Jean-Luc Godard, The Image Book (2018), 85 minutes (image courtesy Kino Lorber)

Consider this a first draft, a first impression, a first stab at making meaning of a Jean-Luc Godard film. Along with his other late works, Film­­­ Socialism (2010) and Goodbye to Language (2014), The Image Book is a dense, multi-layered work of sound and images. It’s unlike anything else in the Main Slate at the 56th New York Film Festival.

Working with his regular collaborator, the cinematographer (who also produced the new film with filmmaker Mitra Farahani) Fabrice Aragno, Godard is in an essayistic, montage mode of filmmaking, mixing relatively few live-action shots with the majority of footage taken from cinema’s history — an approach he honed with Histoire(s) du cinéma (1989–1999). The myriad of images are then further manipulated, Godard stretching, re-framing, de-grading, saturating, speeding, and slowing them down throughout the 84-minute runtime. Anchoring the melange is Godard giving an epigrammatic narration in his gruff voice.

The Image Book is split into five chapters: Remakes/RIM(AK)ES; St. Petersburg Evenings; “Those flowers between rails, a confused wind of travels”; Spirit and Law; and La Région centrale. Or rather, the film has five fingers that make up a hand, for the imagery of digits is interspersed all-throughout The Image Book. In fact, one of the first things we see is a ghostly hand using the pointing finger, calling to mind the one seen in Jacques-Louis David’s “The Death of Socrates.” This is a film in which Godard is leading the viewer’s gaze from one rough-hewn audio and visual cut to the next.

Jean-Luc Godard, The Image Book (2018), 85 minutes (image courtesy Casa Azul Films and Ecran Noir Productions)

Regard the first section of the film: Remakes. There’s a great circularity to the footage, suggesting not only repetition in cinema but also in world history. Godard even slips in moments from his own films — Les Carabiniers (1963) and what looks to be Weekend (1967). And sure enough, Godard includes a moment from Jaws (1975), the film that spawned the summer blockbuster, which has since been reborn during the remake craze clogging Hollywood today.

By the fifth section (titled after Michael Snow’s 1971 avant-garde masterpiece), the deep-dive into the archeology of film history transitions to the atrocities of the 20th century, namely the Holocaust. The link between cinema and the genocide being trains.  They were one of the first images that film pioneers Auguste and Louis Lumière captured, and they were the mode of transportation to the camps. And finally the subject moves to 21st century tumult in the Middle East. A title card reads “Happy Arabia,” which derives from an Alexandre Dumas text. Here, Godard ensconced in a fuzzy logic, goes a little off the rails. This is a portrait of an artist as a grump as he mixes imagery of Arabia, blurring any distinction of the diversity of the different countries and cultures of that region. And yet you wonder if that’s his intent? Can one trust the persistence of imagery — from Hollywood, from news networks — visualizing the Middle East? (No.) Godard’s ideology and politics concerning the Middle East calls to mind the questionable ones held by the late experimental electronic artist, Muslimgauze (Bryn Jones’ stage name). Even though he never visited the region, Muslimgauze, monomaniacally obsessed, made music inspired by Arabic culture and the Israeli-Palestine conflict. At least Godard traveled to the places he considered in preparation for his film.

Jean-Luc Godard, The Image Book (2018), 85 minutes (image courtesy Kino Lorber)

Despite the at times abstruse content, The Image Book’s sound is another matter altogether. Mixmaster that he is, Godard is one of the best filmmakers making full use of the capacity of sound in cinema today. The first sound one hears is the sharp, piercing tone of 1,000 hertz frequency associated with announcements. At another point, we hear a squawk that recalls the jarring parrot cry in Citizen Kane (1941). The Image Book does have end credits, but the film goes on a little while longer afterwards in a kind of fuge-like state in which Godard’s hackey, croaky, horse voice reverberates on the different channels of the theater’s speakers.

The Image Book is Godard in a minor register. Instead of a symphony, Aragno called it a “chamber film” made for a small, intimate audience. Be that as it may, it is still a work, both surprising and confounding, that indicates the lyrical and poetic potential of montage-based cinema.

The New York Film Festival runs through October 14.

Tanner is a freelance film critic based in New York. You can read his writing archived on his blog, The Mongrel Muse, and you can give him a holler @TTafelski.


What you need to do:
Your answer must be an exact copy of the lines from the one holding "Survey the screen for <element>boy</element>." through the last line of the entries below, with nothing added.
————————
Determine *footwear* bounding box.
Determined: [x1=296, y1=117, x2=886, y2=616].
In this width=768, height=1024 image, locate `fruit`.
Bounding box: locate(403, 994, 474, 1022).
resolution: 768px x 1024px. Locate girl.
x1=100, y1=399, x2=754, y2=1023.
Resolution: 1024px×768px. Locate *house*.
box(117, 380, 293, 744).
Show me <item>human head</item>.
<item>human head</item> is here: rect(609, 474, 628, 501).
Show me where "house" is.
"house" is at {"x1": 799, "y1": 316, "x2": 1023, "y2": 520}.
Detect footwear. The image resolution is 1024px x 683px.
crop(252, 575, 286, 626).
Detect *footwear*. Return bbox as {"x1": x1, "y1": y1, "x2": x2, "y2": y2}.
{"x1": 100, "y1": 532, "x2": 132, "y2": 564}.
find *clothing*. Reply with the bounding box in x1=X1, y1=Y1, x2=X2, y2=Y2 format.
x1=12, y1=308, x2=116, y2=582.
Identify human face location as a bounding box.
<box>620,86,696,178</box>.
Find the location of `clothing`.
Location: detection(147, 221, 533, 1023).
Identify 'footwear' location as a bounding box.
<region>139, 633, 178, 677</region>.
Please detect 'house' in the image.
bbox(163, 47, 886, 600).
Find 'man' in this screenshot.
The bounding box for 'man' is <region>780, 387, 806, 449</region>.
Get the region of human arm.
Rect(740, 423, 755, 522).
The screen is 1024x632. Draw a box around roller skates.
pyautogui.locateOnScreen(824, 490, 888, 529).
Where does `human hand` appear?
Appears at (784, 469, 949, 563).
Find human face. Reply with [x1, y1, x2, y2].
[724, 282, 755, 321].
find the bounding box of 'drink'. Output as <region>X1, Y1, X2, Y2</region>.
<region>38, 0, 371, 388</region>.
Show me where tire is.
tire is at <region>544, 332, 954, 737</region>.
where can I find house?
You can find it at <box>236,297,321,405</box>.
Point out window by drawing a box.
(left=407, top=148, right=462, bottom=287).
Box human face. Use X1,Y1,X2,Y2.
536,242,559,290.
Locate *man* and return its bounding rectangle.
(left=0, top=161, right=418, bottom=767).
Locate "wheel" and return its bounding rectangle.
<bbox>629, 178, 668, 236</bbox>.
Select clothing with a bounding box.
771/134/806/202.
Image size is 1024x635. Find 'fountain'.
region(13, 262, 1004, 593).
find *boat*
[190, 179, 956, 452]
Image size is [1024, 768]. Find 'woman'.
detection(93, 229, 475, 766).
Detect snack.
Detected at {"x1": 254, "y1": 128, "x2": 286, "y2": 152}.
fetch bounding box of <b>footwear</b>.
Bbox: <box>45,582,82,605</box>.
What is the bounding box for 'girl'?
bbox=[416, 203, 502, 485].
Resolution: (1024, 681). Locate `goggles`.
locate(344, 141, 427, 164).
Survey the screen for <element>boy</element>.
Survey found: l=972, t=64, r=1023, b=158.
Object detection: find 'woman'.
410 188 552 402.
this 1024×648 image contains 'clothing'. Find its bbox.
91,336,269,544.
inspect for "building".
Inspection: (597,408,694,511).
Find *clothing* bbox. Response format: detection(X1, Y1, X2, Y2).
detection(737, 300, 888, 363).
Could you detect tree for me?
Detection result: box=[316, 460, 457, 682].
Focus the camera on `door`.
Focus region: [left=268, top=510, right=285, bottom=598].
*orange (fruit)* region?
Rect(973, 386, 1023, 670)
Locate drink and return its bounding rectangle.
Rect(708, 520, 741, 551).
————————
Answer box:
Survey the screen for <element>boy</element>.
Survey found: l=972, t=64, r=1023, b=158.
Object detection: find 'woman'.
410 188 552 402.
this 1024×648 image contains 'clothing'. Find its bbox.
91,336,269,544.
inspect for "building".
Inspection: (597,408,694,511).
Find *clothing* bbox. Response format: detection(X1, Y1, X2, Y2).
detection(737, 300, 888, 363).
Could you detect tree for me?
Detection result: box=[316, 460, 457, 682].
Focus the camera on `door`.
Focus region: [left=268, top=510, right=285, bottom=598].
*orange (fruit)* region?
Rect(973, 386, 1023, 670)
Locate drink and return its bounding rectangle.
Rect(708, 520, 741, 551).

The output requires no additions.